Goal: Calculate how many trips, and how much money was spent by each individual customer over the course of the month.

val purchasesPerMonth = purchasesRdd.map( p => (p.customerId, p.price) ) // pair RDD
                                    .groupByKey()                        // RDD[K, Iterable[V]] i.e RDD[p.customerId, Iterable[p.price]]
                                    .map( p => (p._1, (p._2.size, p._2.sum)) )
                                    .collect()

Example dataset for the above problem:

val purchases = List( CFFPurchase(100, "Geneva", 22.25),
                      CFFPurchase(100, "Zurich", 42.10),
                      CFFPurchase(100, "Fribourg", 12.40),
                      CFFPurchase(100, "St.Gallen", 8.20),
                      CFFPurchase(100, "Lucerne", 31.60),
                      CFFPurchase(100, "Basel", 16.20) )

How would this look on a cluster?

Lets say we have 3 nodes and our data is evenly distributed on it, so above operations look like this:

shuffline

This shuffling is very expensive because of Latency.

Can we do a better job?

Perhaps we can reduce before we shuffle. This could greatly reduce the amount of data we send over network.

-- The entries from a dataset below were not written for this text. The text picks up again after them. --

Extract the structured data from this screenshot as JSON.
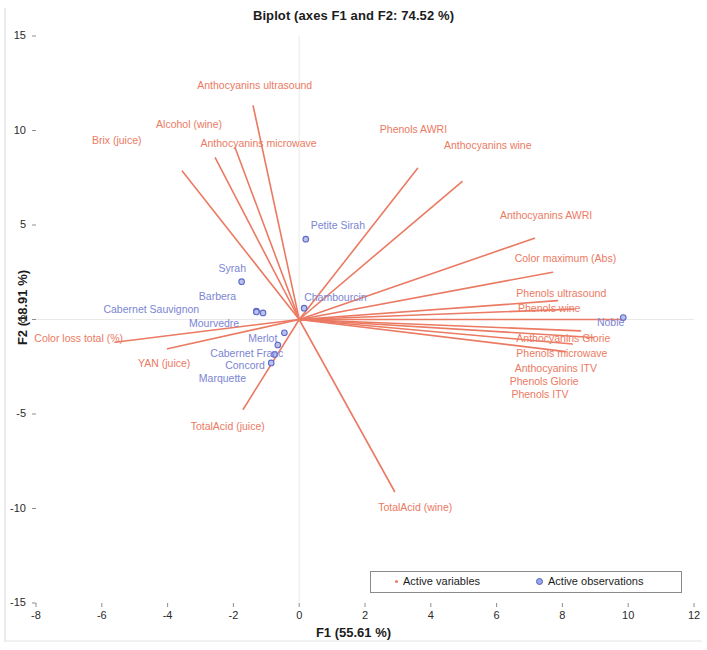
{
  "chart_data": {
    "type": "scatter",
    "title": "Biplot (axes F1 and F2: 74.52 %)",
    "xlabel": "F1 (55.61 %)",
    "ylabel": "F2 (18.91 %)",
    "xlim": [
      -8,
      12
    ],
    "ylim": [
      -15,
      15
    ],
    "xticks": [
      -8,
      -6,
      -4,
      -2,
      0,
      2,
      4,
      6,
      8,
      10,
      12
    ],
    "yticks": [
      -15,
      -10,
      -5,
      0,
      5,
      10,
      15
    ],
    "grid": false,
    "legend_position": "bottom-right",
    "legend": [
      {
        "label": "Active variables",
        "color": "#eb7a63",
        "marker": "dot-small"
      },
      {
        "label": "Active observations",
        "color": "#7b85d4",
        "marker": "circle"
      }
    ],
    "variable_color": "#eb7a63",
    "observation_color": "#7b85d4",
    "variables": [
      {
        "name": "Anthocyanins ultrasound",
        "x": -1.4,
        "y": 11.3,
        "label_x": -3.1,
        "label_y": 12.35
      },
      {
        "name": "Alcohol (wine)",
        "x": -2.55,
        "y": 8.55,
        "label_x": -4.35,
        "label_y": 10.3
      },
      {
        "name": "Brix (juice)",
        "x": -3.55,
        "y": 7.85,
        "label_x": -6.3,
        "label_y": 9.45
      },
      {
        "name": "Anthocyanins microwave",
        "x": -1.95,
        "y": 9.1,
        "label_x": -3.0,
        "label_y": 9.3
      },
      {
        "name": "Phenols AWRI",
        "x": 3.6,
        "y": 8.0,
        "label_x": 2.45,
        "label_y": 10.05
      },
      {
        "name": "Anthocyanins wine",
        "x": 4.95,
        "y": 7.3,
        "label_x": 4.4,
        "label_y": 9.2
      },
      {
        "name": "Anthocyanins AWRI",
        "x": 7.15,
        "y": 4.3,
        "label_x": 6.1,
        "label_y": 5.45
      },
      {
        "name": "Color maximum (Abs)",
        "x": 7.7,
        "y": 2.5,
        "label_x": 6.55,
        "label_y": 3.2
      },
      {
        "name": "Phenols ultrasound",
        "x": 7.85,
        "y": 1.0,
        "label_x": 6.6,
        "label_y": 1.35
      },
      {
        "name": "Phenols wine",
        "x": 8.35,
        "y": 0.55,
        "label_x": 6.65,
        "label_y": 0.55
      },
      {
        "name": "Anthocyanins Glorie",
        "x": 9.9,
        "y": 0.0,
        "label_x": 6.6,
        "label_y": -1.05
      },
      {
        "name": "Phenols microwave",
        "x": 8.55,
        "y": -0.6,
        "label_x": 6.6,
        "label_y": -1.85
      },
      {
        "name": "Anthocyanins ITV",
        "x": 8.95,
        "y": -0.95,
        "label_x": 6.55,
        "label_y": -2.6
      },
      {
        "name": "Phenols Glorie",
        "x": 8.3,
        "y": -1.3,
        "label_x": 6.4,
        "label_y": -3.3
      },
      {
        "name": "Phenols ITV",
        "x": 8.1,
        "y": -1.7,
        "label_x": 6.45,
        "label_y": -4.0
      },
      {
        "name": "Color loss total (%)",
        "x": -5.6,
        "y": -1.2,
        "label_x": -8.05,
        "label_y": -1.05
      },
      {
        "name": "YAN (juice)",
        "x": -4.0,
        "y": -1.55,
        "label_x": -4.9,
        "label_y": -2.35
      },
      {
        "name": "TotalAcid (juice)",
        "x": -1.7,
        "y": -4.75,
        "label_x": -3.3,
        "label_y": -5.7
      },
      {
        "name": "TotalAcid (wine)",
        "x": 2.9,
        "y": -9.1,
        "label_x": 2.4,
        "label_y": -9.95
      }
    ],
    "observations": [
      {
        "name": "Petite Sirah",
        "x": 0.2,
        "y": 4.25,
        "label_x": 0.35,
        "label_y": 4.95
      },
      {
        "name": "Syrah",
        "x": -1.75,
        "y": 2.0,
        "label_x": -2.45,
        "label_y": 2.65
      },
      {
        "name": "Barbera",
        "x": -1.3,
        "y": 0.45,
        "label_x": -3.05,
        "label_y": 1.2
      },
      {
        "name": "Cabernet Sauvignon",
        "x": -1.3,
        "y": 0.4,
        "label_x": -5.95,
        "label_y": 0.5
      },
      {
        "name": "Mourvedre",
        "x": -1.1,
        "y": 0.35,
        "label_x": -3.35,
        "label_y": -0.25
      },
      {
        "name": "Chambourcin",
        "x": 0.15,
        "y": 0.6,
        "label_x": 0.15,
        "label_y": 1.15
      },
      {
        "name": "Merlot",
        "x": -0.45,
        "y": -0.7,
        "label_x": -1.55,
        "label_y": -1.05
      },
      {
        "name": "Cabernet Franc",
        "x": -0.65,
        "y": -1.35,
        "label_x": -2.7,
        "label_y": -1.8
      },
      {
        "name": "Concord",
        "x": -0.75,
        "y": -1.85,
        "label_x": -2.25,
        "label_y": -2.45
      },
      {
        "name": "Marquette",
        "x": -0.85,
        "y": -2.3,
        "label_x": -3.05,
        "label_y": -3.15
      },
      {
        "name": "Noble",
        "x": 9.85,
        "y": 0.1,
        "label_x": 9.05,
        "label_y": -0.2
      }
    ]
  }
}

To do this we use reduceByKey that we have seen earlier.

val purchasesPerMonth = purchasesRdd.map( p => (p.customerId, (1, p.price)) ) // pair RDD
                                    .reduceByKey( (v1, v2) => (v1._1 + v2._1, v1._2 + v2._2) )
                                    .collect()                        

What will this look like on the cluster?

shuffling_2

Note: Here we shuffle considerable less amount of data, just by using reduceByKey instead of doing a groupByKey followed by map.

Benefits of this approach:

  • By reducing the dataset first, the amount of data sent over the network during the shuffle is greatly reduced. Thus performance gains are achieved!

This is because when using groupByKey, it requires collecting all key-valu pairs with the same key on the same machine.

Question: How does Spark know which key to put on which machine?

By default, Spark uses hash partitioning to determine which key-value pair should be sent to which machine.